All of the inner moons are known to contribute to Jupiter’s tenuous ring system through dust blown off their surfaces. However, Amalthea is the main contributor to one particular ring, the Amalthea gossamer ring. The Galileo space probe passed through the Amalthea ring in 2002 and 2003, shortly before it was deliberately crashed into Jupiter’s atmosphere at the end of its multi-year mission.
Given its mass, Amalthea is probably made up mostly of water ice. However, its surface is covered by a reddish rock, similar to the surfaces of Thebe, Metis, and possibly Adrastea. It is still not known for certain whether the red surfaces of these moons is the result of the material present during their formation or whether it was accreted afterward when the moons passed through the plume of material left by the massive volcanoes on one of Jupiter’s largest moons, Io. Its surface is home to a large number of impact craters, two of which span a large proportion of its surface. The largest of these, Pan, is 60 miles long and several miles deep. Two large moons are also prominent on the surface. Both of these, Lyctos Facula and Ida Facula, are over twice as high as Mount Everest.
Like all small inner moons, Amalthea is tidally locked. This means that its day lasts the same length of time as the period of its orbit around Jupiter – about 12 hours. The same process affects Earth’s own Moon, although the Moon’s orbit and day are much longer, lasting about one month.
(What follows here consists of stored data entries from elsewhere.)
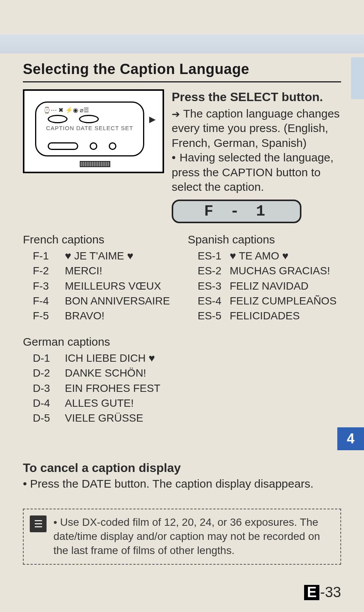 This screenshot has width=364, height=612. What do you see at coordinates (153, 119) in the screenshot?
I see `play-indicator-icon: ▶` at bounding box center [153, 119].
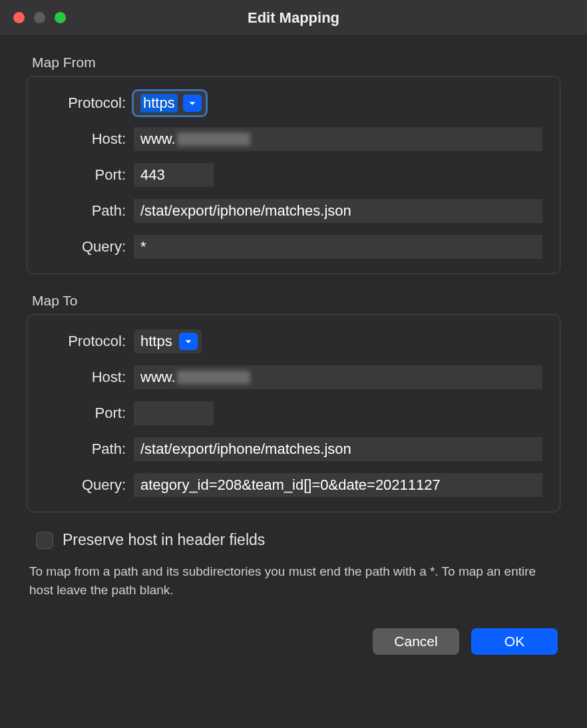  Describe the element at coordinates (158, 377) in the screenshot. I see `to-host-value: www.` at that location.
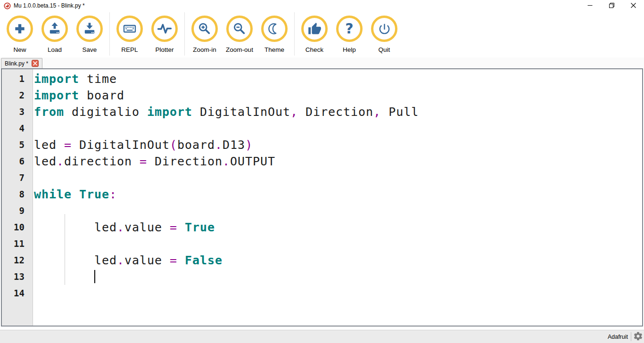 The height and width of the screenshot is (343, 644). Describe the element at coordinates (322, 336) in the screenshot. I see `status-bar: Adafruit` at that location.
Amalthea is much larger than the other inner moons, at 250 kilometres across (about 150 miles) in its largest dimension. Although this is still not quite large enough for its own gravity to compress the moon into a sphere, it does mean that it is much easier to study than its relatively tiny counterparts. It was discovered by telescope (the last moon to be discovered in this way, before telescope photography replaced direct observation) in 1892, and was also imaged by Voyager 1, Voyager 2, and Galileo. Images of the moon will probably also be generated in several years’ time, when NASA’s next Jovian space probe, Juno, reaches the planet. However, Amalthea and the inner moons are less significant targets of interest than Jupiter itself or its large moons, especially Europa, which is believed to harbour a massive underground water ocean capable of supporting primitive life.